Although Grandmaison said the win will "have to help Reagan with money," he said that Ford will be the Republican nominee.
William Schneider, assistant professor of Government and research fellow at the Center for International Affairs, said Reagan decided before the primary to suspend campaigning for a week and to appear on prime-time television, perhaps to announce his withdrawal. "If Reagan withdraws, he can argue that he really wasn't forced out" and won't be resigning in humiliation, Schneider said.
Former Georgia Gov. Jimmy Carter's 52-to-38-per-cent win over Alabama Gov. George C. Wallace in the Democratic primary certainly "helps paint Wallace's box smaller," H. Douglas Price, professor of Government, said yesterday.

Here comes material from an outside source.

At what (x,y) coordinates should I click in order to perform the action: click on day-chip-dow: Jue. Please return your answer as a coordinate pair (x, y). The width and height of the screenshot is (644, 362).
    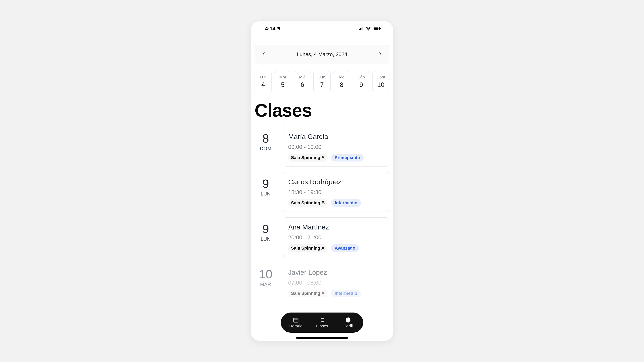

Samuel P. Huntington, professor of Government, said yesterday, "Wallace never had a chance of being nominated."
Decisively Eliminated
Schneider said the results "decisively eliminated George Wallace's credibility as a regional candidate." He attributed Carter's success so far in the campaign to having "no terribly great opposition."
Grandmaison said Carter must continue to do well in the northern industrial states such as Indiana, Pennsylvania and Illinois to create the coalition needed to win the Democratic nomination this summer.
Lawrence D. Brown, assistant professor of Government, said Carter won because he was "the first really well-organized, well-financed Southern alternative to Wallace."